There is also an attempt made by some to argue that unworldliness is not the essence of any true philosophy, and that the Upanishads do not teach unworldliness. This view is the outcome of the failure of the arbitrary reason unaided by experience to determine the nature of Reality. There is a desire in the human being to maintain the same worldly relationship even in the state of final Liberation. Whatever we experience empirically seems to be a hard fact, the reality of which we do not want to deny. The individual's attachment to the body and society is so intense that to break away from it does not seem to be desirable. If unworldliness means repudiation of the separative forms of experience and individual relationship, liberation is really unworldly. The Absolute is unworldly in the sense that it has not, as the world has, distinctions of space, time and individuality, or name, form and action. Liberation is the possession and experience of unlimited, undivided consciousness of the Bhuma, or the plenitude of existence.

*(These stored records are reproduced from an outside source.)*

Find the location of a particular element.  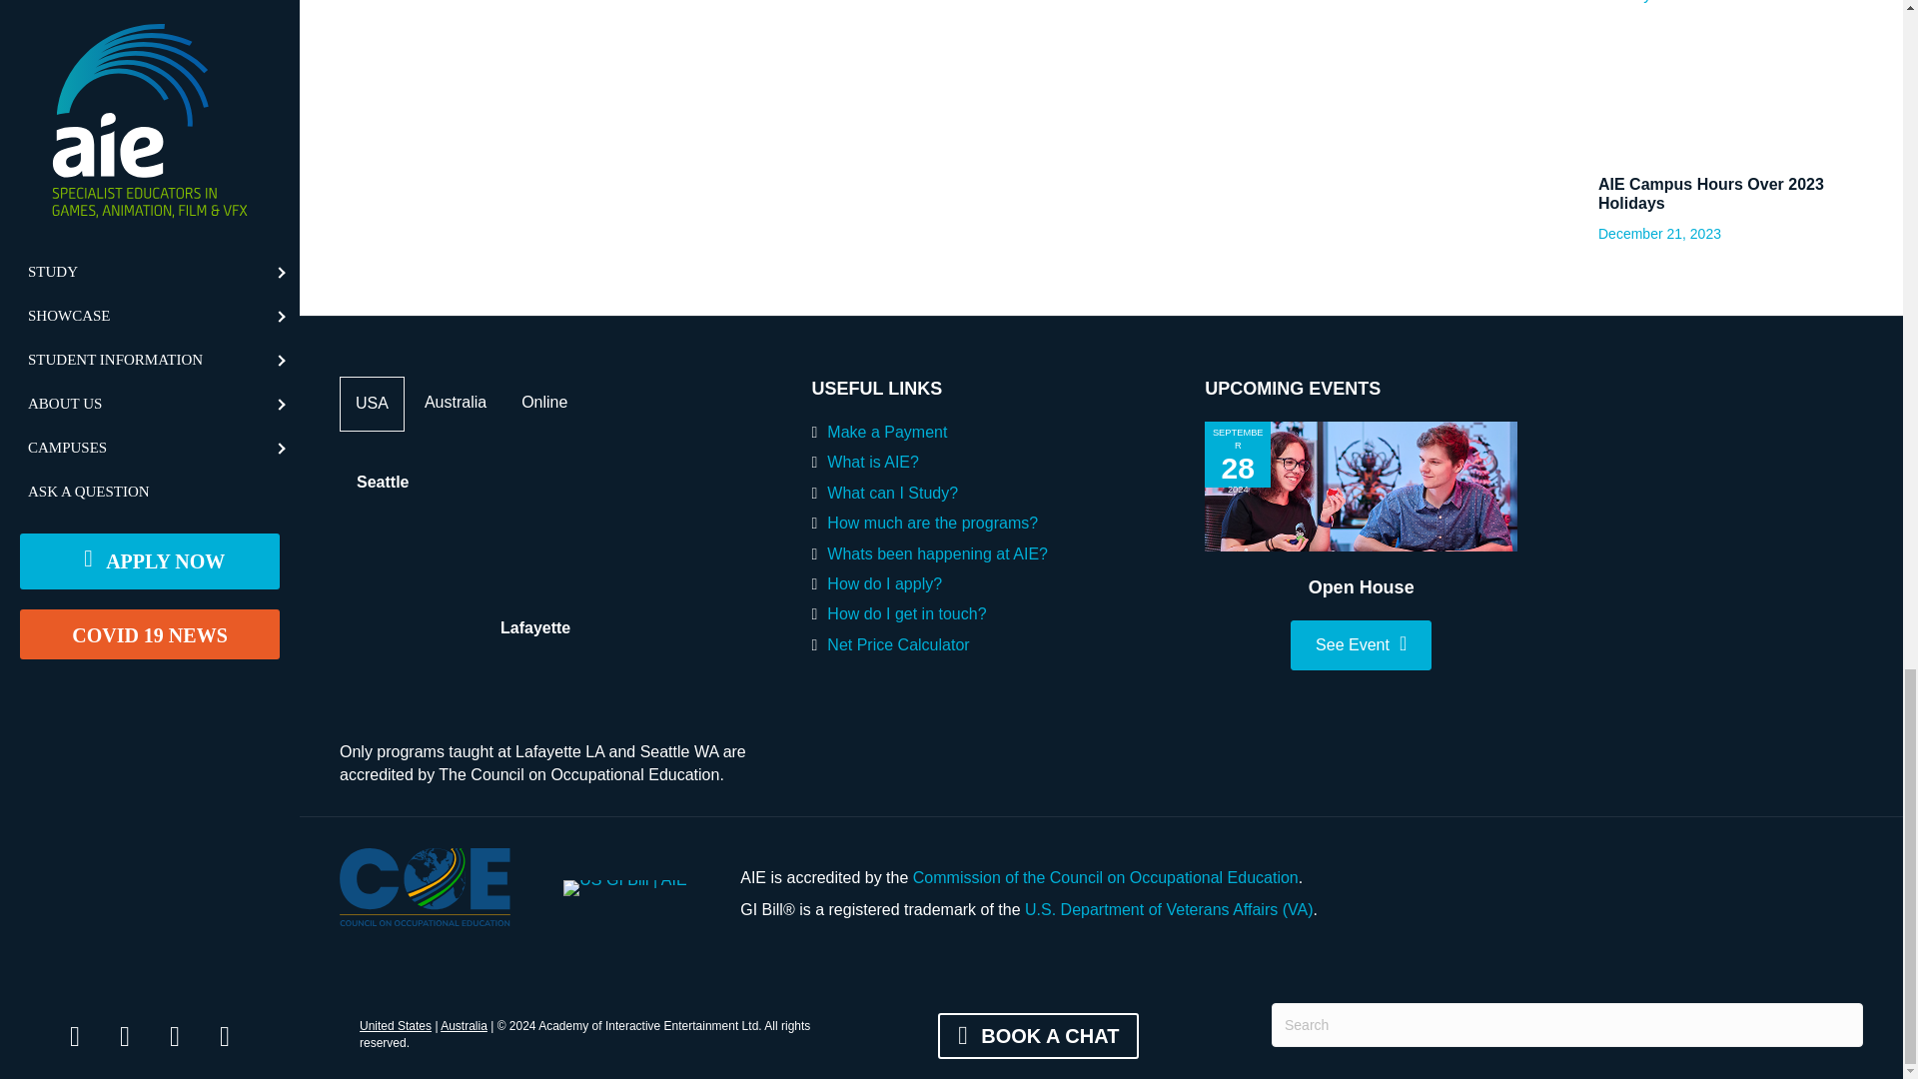

us-gi-bill-02 is located at coordinates (625, 888).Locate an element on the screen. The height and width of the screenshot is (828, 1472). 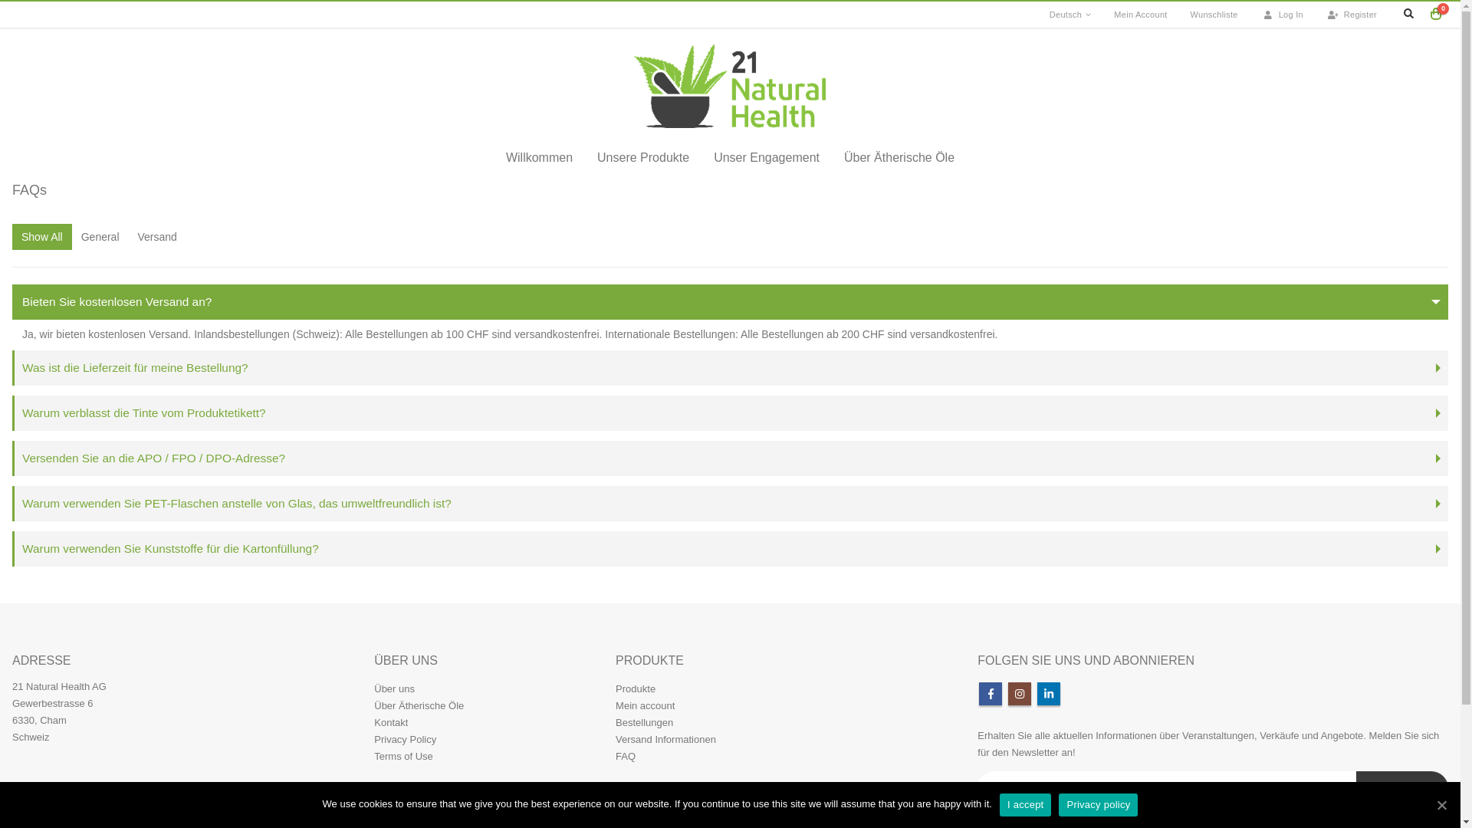
Privacy policy is located at coordinates (1098, 805). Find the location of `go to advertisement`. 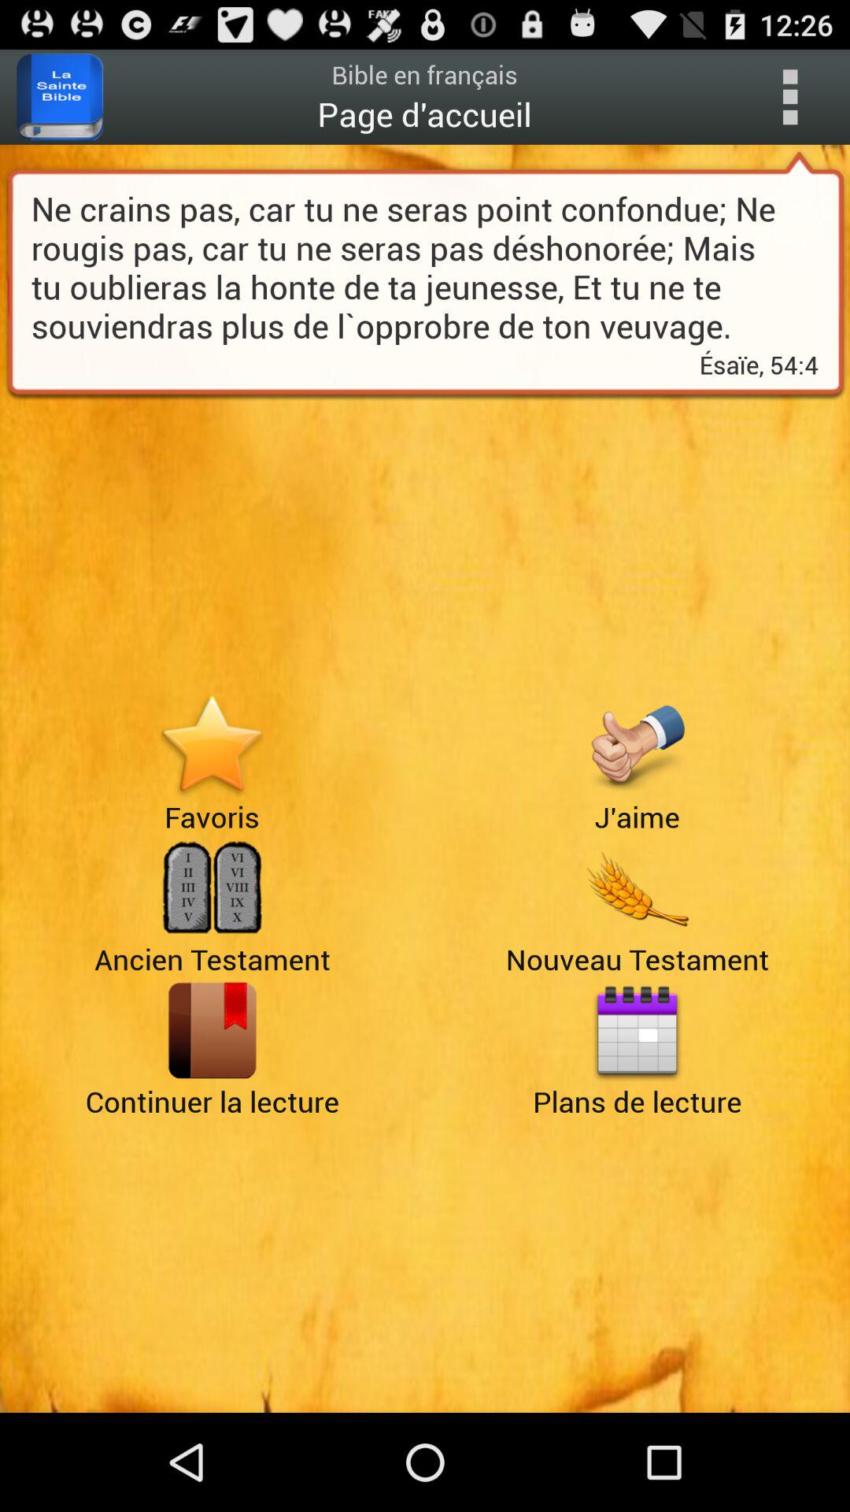

go to advertisement is located at coordinates (213, 745).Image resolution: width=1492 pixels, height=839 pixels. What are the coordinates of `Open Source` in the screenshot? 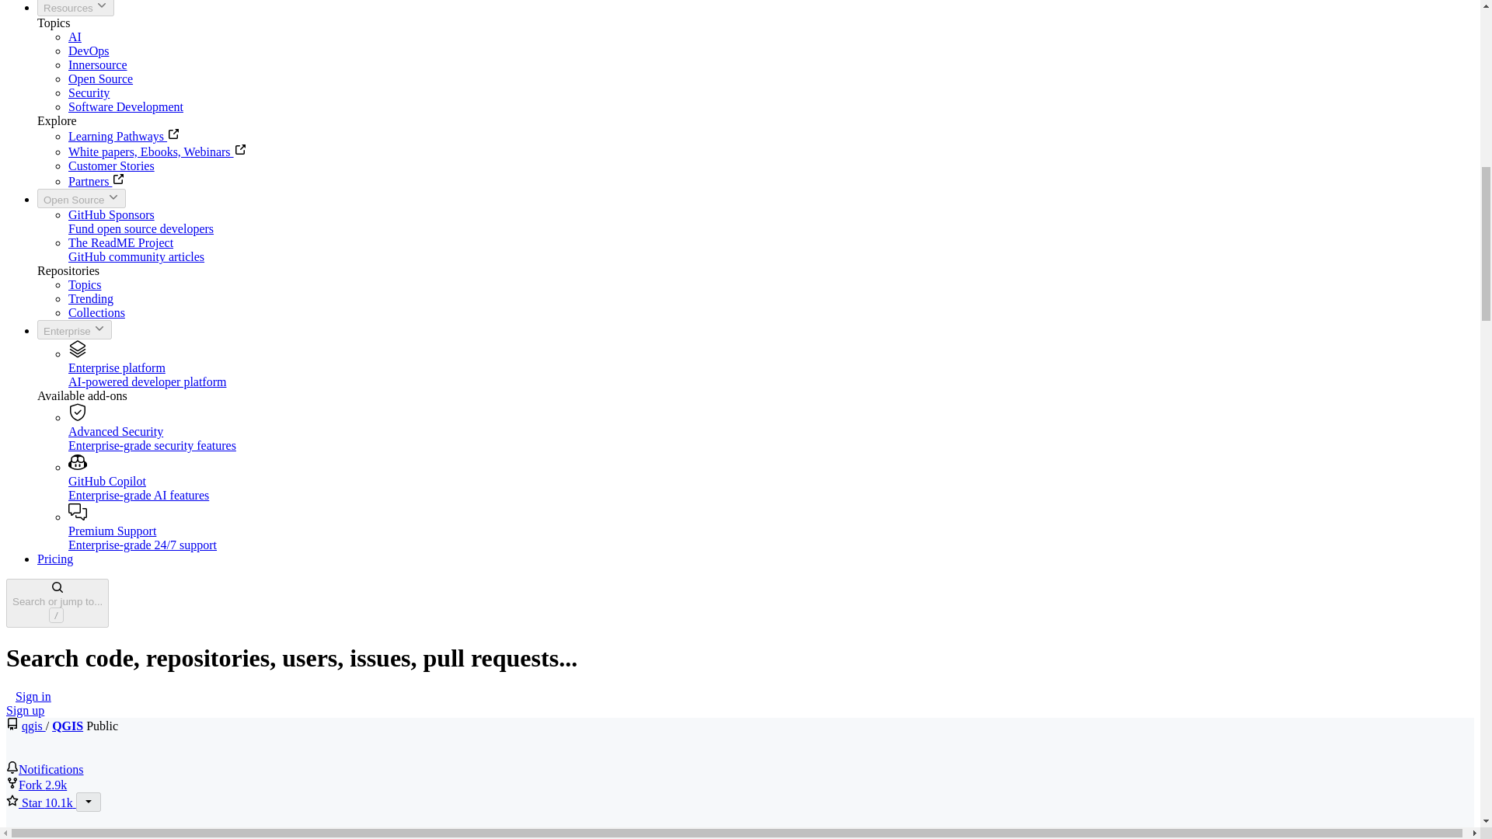 It's located at (100, 78).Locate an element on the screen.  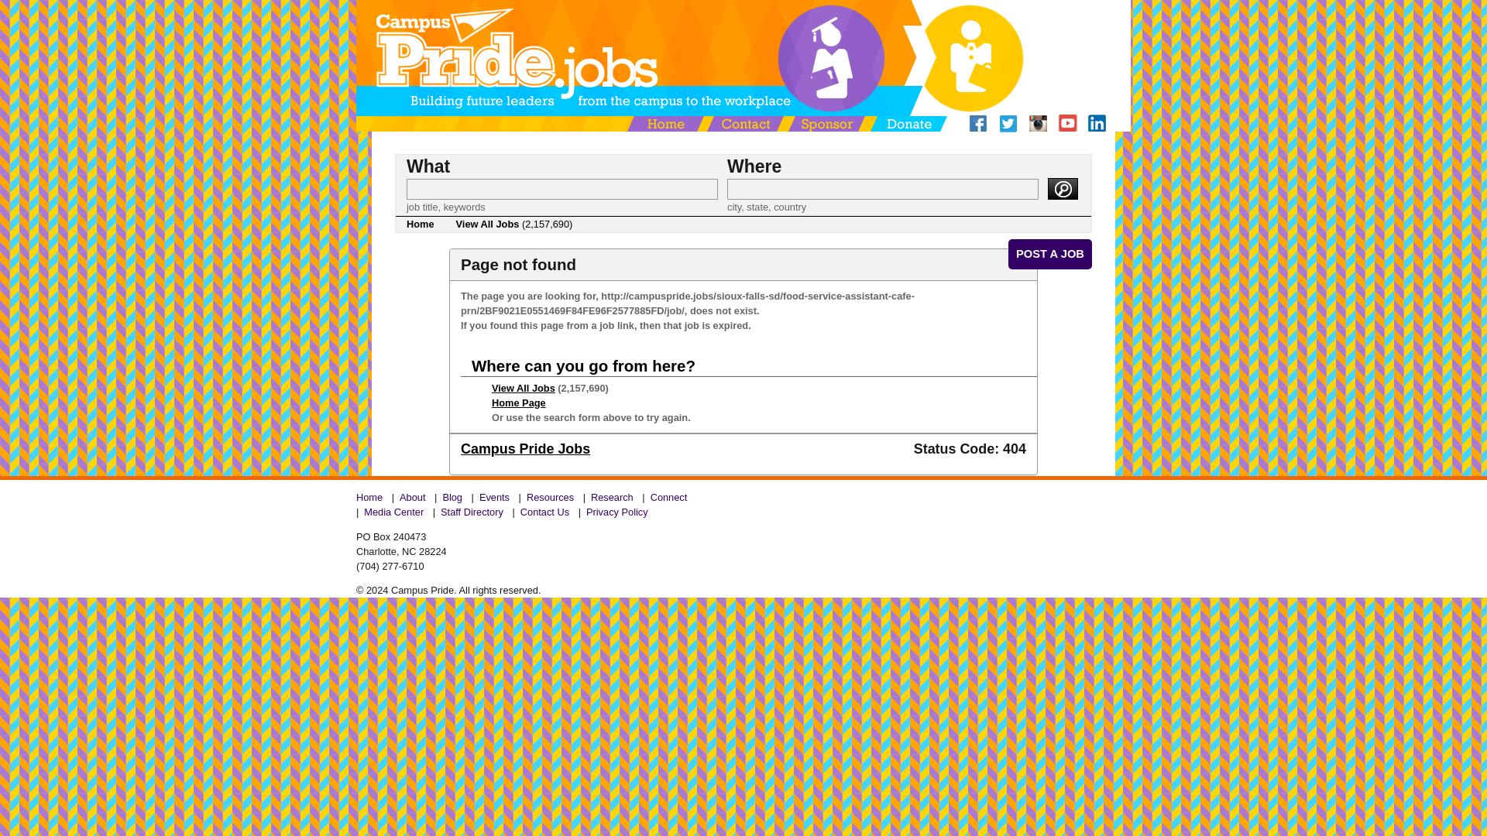
View All Jobs is located at coordinates (523, 387).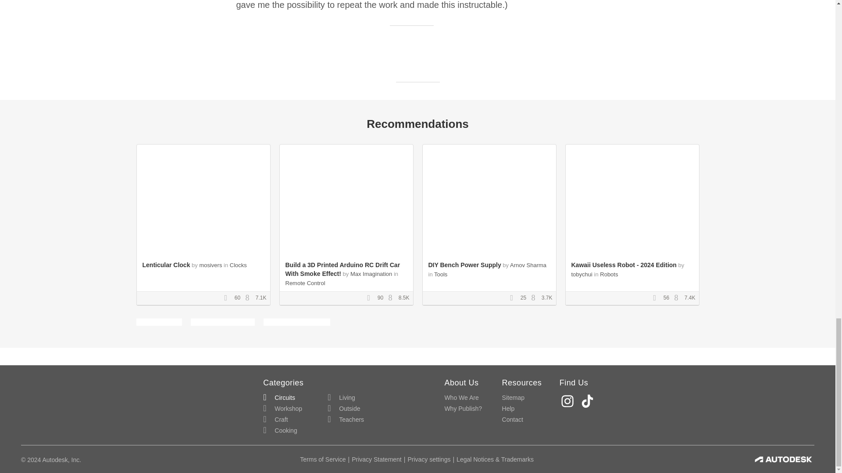 The image size is (842, 473). What do you see at coordinates (342, 269) in the screenshot?
I see `Build a 3D Printed Arduino RC Drift Car With Smoke Effect!` at bounding box center [342, 269].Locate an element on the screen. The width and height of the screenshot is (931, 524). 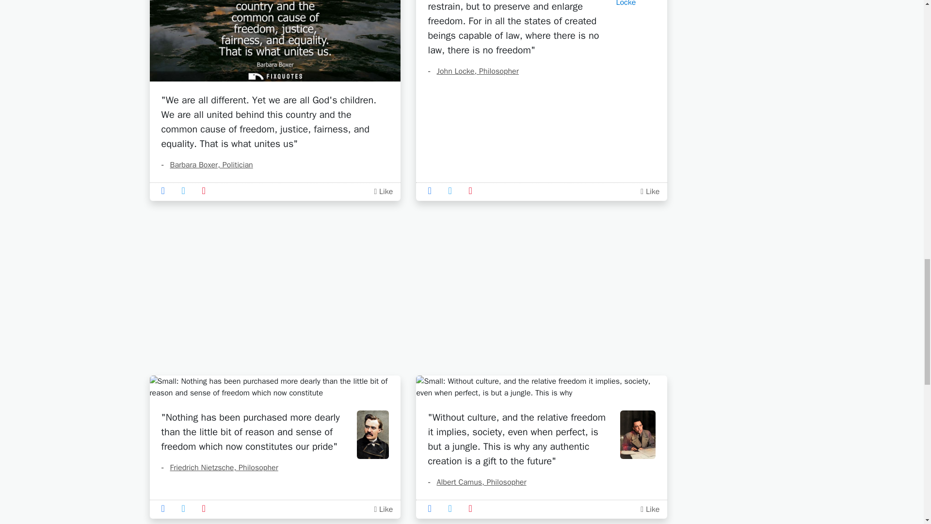
Share on Facebook is located at coordinates (432, 508).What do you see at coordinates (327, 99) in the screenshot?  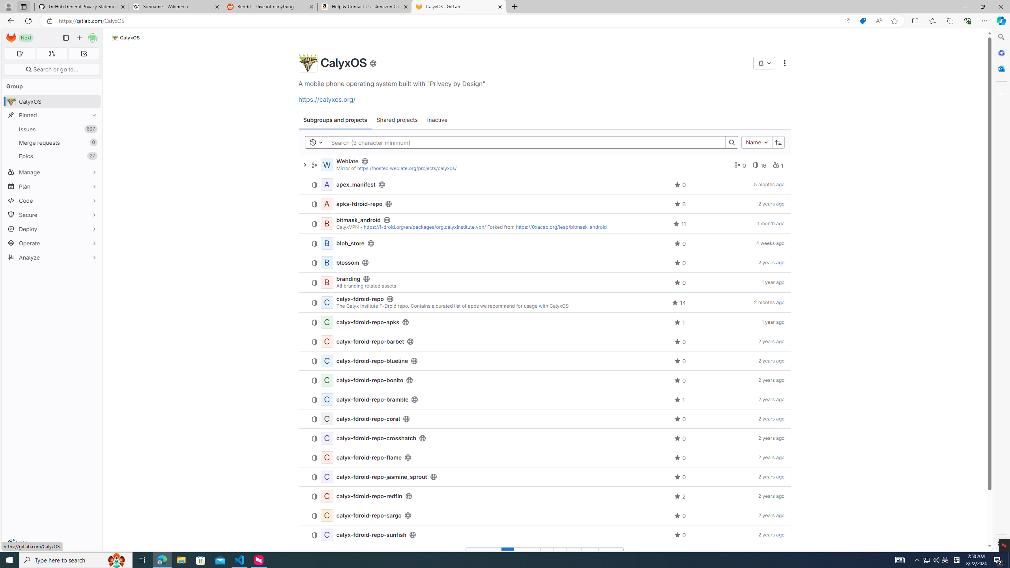 I see `https://calyxos.org/` at bounding box center [327, 99].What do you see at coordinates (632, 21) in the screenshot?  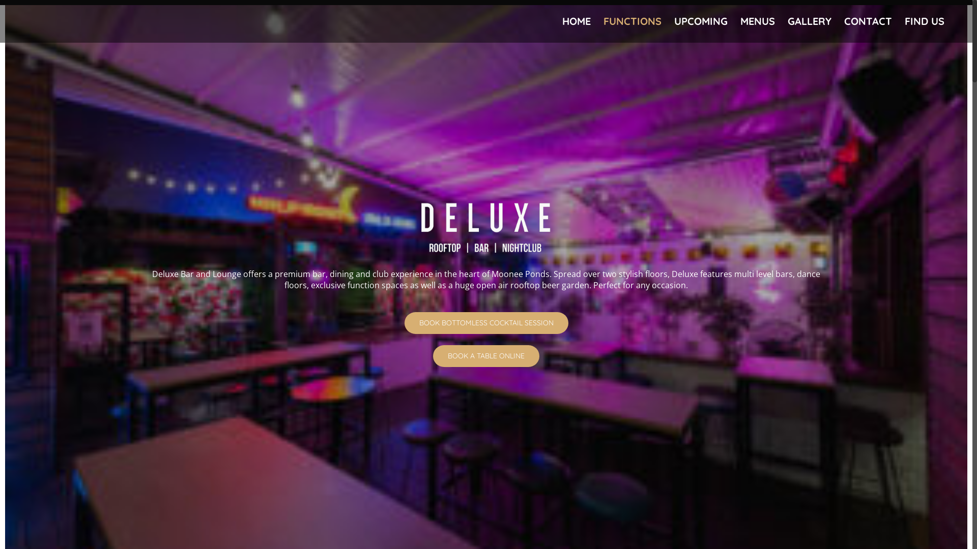 I see `FUNCTIONS` at bounding box center [632, 21].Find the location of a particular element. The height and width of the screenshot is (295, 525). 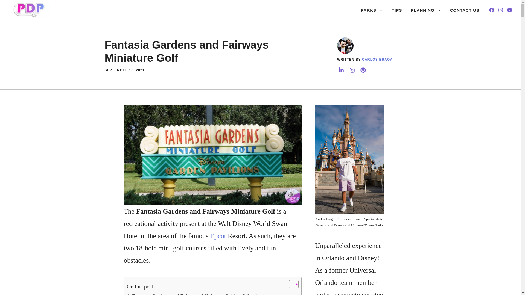

CONTACT US is located at coordinates (465, 10).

There cannot also be any question in regard to the position of power, rulership, and the like, in the state of the highest liberation. These are all relative notions of individuals. The Ultimate Reality is the Absolute, which is non-dual and, therefore, there is no scope for the operation of an objective power in it. The Absolute itself is Power, not merely an exerciser of power. Power is a separative factor, a means to create duality, which is nullified in the Absolute. The truly liberated one does not feel that he is the lord of anyone else, which notion involves distinction in existence, but he has the Eternal Experience of the Essence of Infinity.

Absolute Liberation is Transcendent Experience, beyond conception and expression, free from the differentiations of knower, knowledge and known. It is the Conscious Experience of absolute "Be"-ness, which is the Great Reality.